Y: Did you hear, Don? We are going to have a solar system with nine planets again.
D: I thought Pluto was too small.
Y: Pluto's not what I'm talking about. Caltech researchers have evidence of another more normal-sized planet in our solar system.
D: There's another planet that no one noticed?
Y: The reason we didn't notice is because it has a highly elongated orbit in the outer solar system. It's about twenty times farther from the sun than Neptune and would take over ten thousand years to make just one full orbit around the sun.
D: What does it look like?
Y: Researchers know it has a mass about ten times that of Earth, but no one has actually seen it yet.
D: Then, how do they know it's there?
Y: Two researchers were separately studying objects in the Kuiper Belt, which is a collection of icy objects and debris orbiting beyond Neptune. Both noticed some of those objects had strange orbits, so they decided to work together on a project to find out why.
D: Two heads are better than one.
Y: That's right. They discovered that the six most distant Kuiper objects followed elliptical orbits that pointed in the same direction in physical space. That was surprising because the odds of that happening were about one in a hundred. Their orbits were also tilted in the same way, which was even more rare. At that point they knew something was affecting the orbits.
D: You mean the mystery planet's gravity was pulling at the Kuiper objects?
Y: Yes. And after a lot of complex mathematical calculations, they're sure there's another planet out there. Now, they just need an astronomer to spot it.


Find each line below where the word "JSON" occurs, and copy it.

========================================================================

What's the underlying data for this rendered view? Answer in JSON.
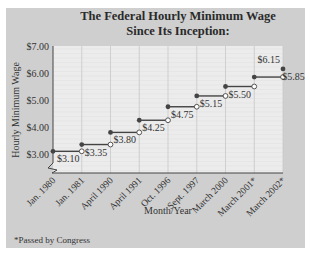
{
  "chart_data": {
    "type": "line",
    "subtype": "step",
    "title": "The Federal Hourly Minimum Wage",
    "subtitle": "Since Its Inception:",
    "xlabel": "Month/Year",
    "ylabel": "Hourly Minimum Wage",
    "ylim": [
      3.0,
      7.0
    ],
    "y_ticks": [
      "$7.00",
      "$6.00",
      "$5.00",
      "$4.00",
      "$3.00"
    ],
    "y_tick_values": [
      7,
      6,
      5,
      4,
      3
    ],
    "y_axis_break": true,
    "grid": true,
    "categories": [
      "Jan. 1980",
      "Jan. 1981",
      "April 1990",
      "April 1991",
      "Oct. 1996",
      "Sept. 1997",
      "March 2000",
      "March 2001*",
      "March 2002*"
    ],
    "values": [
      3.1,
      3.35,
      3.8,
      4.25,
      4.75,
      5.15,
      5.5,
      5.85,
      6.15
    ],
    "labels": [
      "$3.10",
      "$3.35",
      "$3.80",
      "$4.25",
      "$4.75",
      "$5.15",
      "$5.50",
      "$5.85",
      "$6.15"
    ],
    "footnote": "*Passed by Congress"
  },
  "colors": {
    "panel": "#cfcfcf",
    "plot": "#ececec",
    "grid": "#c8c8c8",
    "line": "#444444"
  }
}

========================================================================

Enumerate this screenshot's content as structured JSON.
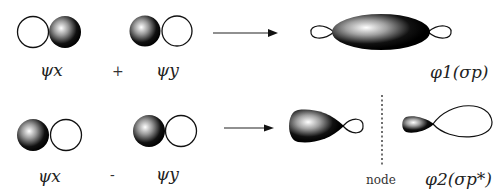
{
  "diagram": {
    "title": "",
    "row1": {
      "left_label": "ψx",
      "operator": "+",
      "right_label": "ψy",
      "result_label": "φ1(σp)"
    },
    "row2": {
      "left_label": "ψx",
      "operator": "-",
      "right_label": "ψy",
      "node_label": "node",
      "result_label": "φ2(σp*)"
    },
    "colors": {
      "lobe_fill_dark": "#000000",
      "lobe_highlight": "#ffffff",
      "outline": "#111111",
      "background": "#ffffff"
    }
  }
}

========================================================================

OUTPUT FOR THIS EXERCISE:
What's the underlying data for this rendered view? Answer in JSON.
Enumerate this screenshot's content as structured JSON.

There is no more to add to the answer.